Django Cache Versioning

But there are some problems with this approach. For one, the first (uncached) request still takes the full 3.5 seconds.

.. Django supports “versioning” of cache records. If you specify a version number in your cache.set(key, value, version=my_version) call, then a corresponding cache.get(key, version=some_other_version) call will not return any data. Using versioning, we can change things around and store the user’s current ‘version’ in the cache. When we want to get the cached data set, we specify the user’s cached version number. In this way, we are able to invalidate old cache entries without searching through the cache for all of a user’s cached items. An example will help clarify:

Django – Understanding X-Sendfile

I’ve been doing some research regarding file downloads with access control, using Django. My goal is to completely block access to a file, except when accessed by a specific user. I’ve read that when using Django, X-Sendfile is one of the methods of choice for achieving this (based on other SO questions, etc).
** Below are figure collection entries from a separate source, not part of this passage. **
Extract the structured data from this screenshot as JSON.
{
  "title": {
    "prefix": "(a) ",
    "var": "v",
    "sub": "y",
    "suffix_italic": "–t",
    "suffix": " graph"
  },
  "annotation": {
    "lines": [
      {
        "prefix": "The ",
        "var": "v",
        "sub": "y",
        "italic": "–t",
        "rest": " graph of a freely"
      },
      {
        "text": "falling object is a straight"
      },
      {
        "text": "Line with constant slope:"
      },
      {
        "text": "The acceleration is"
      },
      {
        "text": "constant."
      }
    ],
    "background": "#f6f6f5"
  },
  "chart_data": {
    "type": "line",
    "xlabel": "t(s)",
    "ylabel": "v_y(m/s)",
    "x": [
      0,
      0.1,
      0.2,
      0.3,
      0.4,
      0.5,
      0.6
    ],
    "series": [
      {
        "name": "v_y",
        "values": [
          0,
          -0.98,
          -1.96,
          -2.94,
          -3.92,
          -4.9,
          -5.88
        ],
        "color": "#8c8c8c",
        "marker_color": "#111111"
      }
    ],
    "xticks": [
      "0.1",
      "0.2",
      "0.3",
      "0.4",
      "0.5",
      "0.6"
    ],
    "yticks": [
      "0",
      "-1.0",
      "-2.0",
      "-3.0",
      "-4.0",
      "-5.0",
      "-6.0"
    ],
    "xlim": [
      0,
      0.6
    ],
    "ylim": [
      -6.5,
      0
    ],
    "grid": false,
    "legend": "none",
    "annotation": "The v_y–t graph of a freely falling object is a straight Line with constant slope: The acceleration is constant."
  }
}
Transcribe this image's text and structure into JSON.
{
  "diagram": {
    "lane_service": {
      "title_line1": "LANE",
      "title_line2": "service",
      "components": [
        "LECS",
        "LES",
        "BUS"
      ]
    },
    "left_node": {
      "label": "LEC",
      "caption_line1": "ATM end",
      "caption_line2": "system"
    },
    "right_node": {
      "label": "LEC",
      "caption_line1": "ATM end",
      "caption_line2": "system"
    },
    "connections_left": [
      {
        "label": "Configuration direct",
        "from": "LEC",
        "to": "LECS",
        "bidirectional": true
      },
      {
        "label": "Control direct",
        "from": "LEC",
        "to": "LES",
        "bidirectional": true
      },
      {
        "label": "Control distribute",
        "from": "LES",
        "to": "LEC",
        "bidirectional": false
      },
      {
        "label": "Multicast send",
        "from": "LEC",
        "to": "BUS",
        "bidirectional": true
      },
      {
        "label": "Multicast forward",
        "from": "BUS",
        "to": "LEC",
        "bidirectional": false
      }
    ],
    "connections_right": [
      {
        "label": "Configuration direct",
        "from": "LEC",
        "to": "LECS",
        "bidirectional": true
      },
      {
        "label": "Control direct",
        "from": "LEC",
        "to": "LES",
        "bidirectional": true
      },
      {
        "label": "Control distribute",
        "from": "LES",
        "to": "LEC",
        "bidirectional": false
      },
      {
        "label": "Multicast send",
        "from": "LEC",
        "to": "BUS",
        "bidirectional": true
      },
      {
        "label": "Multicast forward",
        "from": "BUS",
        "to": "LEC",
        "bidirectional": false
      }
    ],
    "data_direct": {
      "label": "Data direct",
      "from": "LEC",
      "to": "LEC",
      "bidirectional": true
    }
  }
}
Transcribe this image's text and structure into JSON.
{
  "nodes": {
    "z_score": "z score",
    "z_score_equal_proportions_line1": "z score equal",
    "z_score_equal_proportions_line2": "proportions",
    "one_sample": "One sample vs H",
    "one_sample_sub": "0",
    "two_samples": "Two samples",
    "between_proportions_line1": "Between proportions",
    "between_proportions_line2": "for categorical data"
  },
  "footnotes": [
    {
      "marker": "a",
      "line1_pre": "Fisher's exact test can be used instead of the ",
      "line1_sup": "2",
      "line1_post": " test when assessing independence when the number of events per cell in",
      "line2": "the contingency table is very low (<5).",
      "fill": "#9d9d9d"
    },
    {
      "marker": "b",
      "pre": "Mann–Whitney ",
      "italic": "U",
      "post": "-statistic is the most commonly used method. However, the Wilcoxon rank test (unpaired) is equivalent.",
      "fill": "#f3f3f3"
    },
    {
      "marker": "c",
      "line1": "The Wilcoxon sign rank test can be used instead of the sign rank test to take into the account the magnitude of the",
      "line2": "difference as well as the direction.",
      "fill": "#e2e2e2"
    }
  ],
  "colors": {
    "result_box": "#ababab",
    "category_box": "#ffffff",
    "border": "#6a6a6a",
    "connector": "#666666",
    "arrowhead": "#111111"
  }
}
My rudimentary understanding of using X-Sendfile with Django is:

  1. User requests URI to get a protected file
  2. Django app decides which file to return based on URL, and checks user permission, etc.
  3. Django app returns an HTTP Response with the ‘X-Sendfile’ header set to the server’s file path
  4. The web server finds the file and returns it to the requester (I assume the webs server also strips out the ‘X-Sendfile’ header along the way)
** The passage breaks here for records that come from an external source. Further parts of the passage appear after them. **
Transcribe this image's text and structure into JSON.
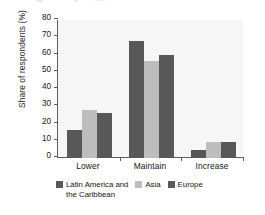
{
  "chart_data": {
    "type": "bar",
    "title": "",
    "xlabel": "",
    "ylabel": "Share of respondents (%)",
    "categories": [
      "Lower",
      "Maintain",
      "Increase"
    ],
    "series": [
      {
        "name": "Latin America and the Caribbean",
        "color": "#585858",
        "values": [
          16,
          68,
          4.5
        ]
      },
      {
        "name": "Asia",
        "color": "#bdbdbd",
        "values": [
          28,
          56,
          9.5
        ]
      },
      {
        "name": "Europe",
        "color": "#585858",
        "values": [
          26,
          60,
          9
        ]
      }
    ],
    "ylim": [
      0,
      80
    ],
    "yticks": [
      0,
      10,
      20,
      30,
      40,
      50,
      60,
      70,
      80
    ],
    "ytick_labels": [
      "0",
      "10",
      "20",
      "30",
      "40",
      "50",
      "60",
      "70",
      "80"
    ],
    "grid": false,
    "legend_position": "bottom"
  },
  "legend": {
    "entries": [
      {
        "label": "Latin America and",
        "label_continued": "the Caribbean"
      },
      {
        "label": "Asia"
      },
      {
        "label": "Europe"
      }
    ]
  },
  "colors": {
    "series_dark": "#585858",
    "series_light": "#bdbdbd",
    "axis": "#5c5c5c",
    "plot_background": "#f6f6f6",
    "text": "#141414"
  }
}
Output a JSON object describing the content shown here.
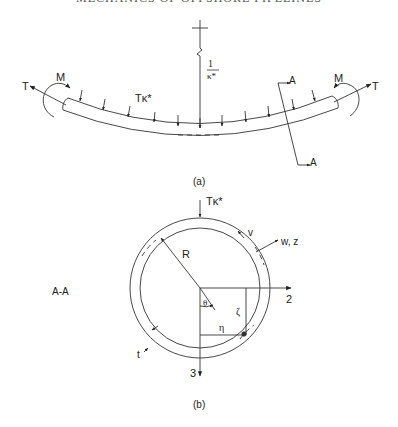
{
  "header": {
    "running_title": "MECHANICS OF OFFSHORE PIPELINES"
  },
  "figure_a": {
    "caption": "(a)",
    "labels": {
      "tension_left": "T",
      "tension_right": "T",
      "moment_left": "M",
      "moment_right": "M",
      "distributed_load": "Tκ*",
      "curvature_num": "1",
      "curvature_den": "κ*",
      "section_top": "A",
      "section_bottom": "A"
    }
  },
  "figure_b": {
    "caption": "(b)",
    "section_label": "A-A",
    "labels": {
      "load": "Tκ*",
      "radius": "R",
      "v": "v",
      "w_z": "w, z",
      "axis_2": "2",
      "axis_3": "3",
      "theta": "θ",
      "zeta": "ζ",
      "eta": "η",
      "thickness": "t"
    }
  }
}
Compared with chucking the file directly from Django, X-Sendfile seems likely to be a more efficient method of achieving protected downloads (since I can rely on Nginx to serve files, vs Django), but leaves 2 questions for me:

 

 

How to return static files passing through a view in django?
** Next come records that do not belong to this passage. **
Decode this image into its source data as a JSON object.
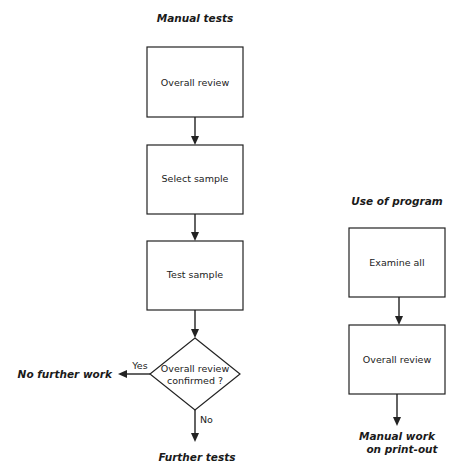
{
  "manual": {
    "title": "Manual tests",
    "steps": [
      "Overall review",
      "Select sample",
      "Test sample"
    ],
    "decision": {
      "line1": "Overall review",
      "line2": "confirmed ?"
    },
    "yes_label": "Yes",
    "no_label": "No",
    "yes_outcome": "No further work",
    "no_outcome": "Further tests"
  },
  "program": {
    "title": "Use of program",
    "steps": [
      "Examine all",
      "Overall review"
    ],
    "outcome_line1": "Manual work",
    "outcome_line2": "on print-out"
  }
}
<span class="pln">abspath </span><span class="pun">=</span> <span class="str">'/most_secret_directory_on_the_whole_filesystem/protected_filename.css'</span><span class="pln">

response </span><span class="pun">=</span> <span class="typ">HttpResponse</span><span class="pun">()</span><span class="pln">
response</span><span class="pun">[</span><span class="str">'X-Sendfile'</span><span class="pun">]</span> <span class="pun">=</span><span class="pln"> abspath

response</span><span class="pun">[</span><span class="str">'Content-Type'</span><span class="pun">]</span> <span class="pun">=</span> <span class="str">'mimetype/submimetype'</span>
<span class="com"># or let your webserver auto-inject such a header field</span>
<span class="com"># after auto-recognition of mimetype based on filename extension</span><span class="pln">

response</span><span class="pun">[</span><span class="str">'Content-Length'</span><span class="pun">]</span> <span class="pun">=</span> <span class="str"><filesize></span>
<span class="com"># can probably be left out if you don't want to hassle with getting it off disk.</span>
<span class="com"># oh, and:</span>
<span class="com"># if the file is stored via a models.FileField, you just need myfilefield.size</span><span class="pln">

response</span><span class="pun">[</span><span class="str">'Content-Disposition'</span><span class="pun">]</span> <span class="pun">=</span> <span class="str">'attachment; filename=%s.css'</span><span class="pln"> \
    </span><span class="pun">%</span> <span class="str">'whatever_public_filename_you_need_it_to_be'</span>

<span class="kwd">return</span><span class="pln"> response</span>

 

Options to efficiently synchronize 1 million files with remote servers?

At a company I work for we have such a thing called “playlists” which are small files ~100-300 bytes each. There’s about a million of them. About 100,000 of them get changed every hour. These playlists need to be uploaded to 10 other remote servers on different continents every hour and it needs to happen quick in under 2 mins ideally

.. Since instant updates are also acceptable, you could use lsyncd.
It watches directories (inotify) and will rsync changes to slaves.
At startup it will do a full rsync, so that will take some time, but after that only changes are transmitted.
Recursive watching of directories is possible, if a slave server is down the sync will be retried until it comes back.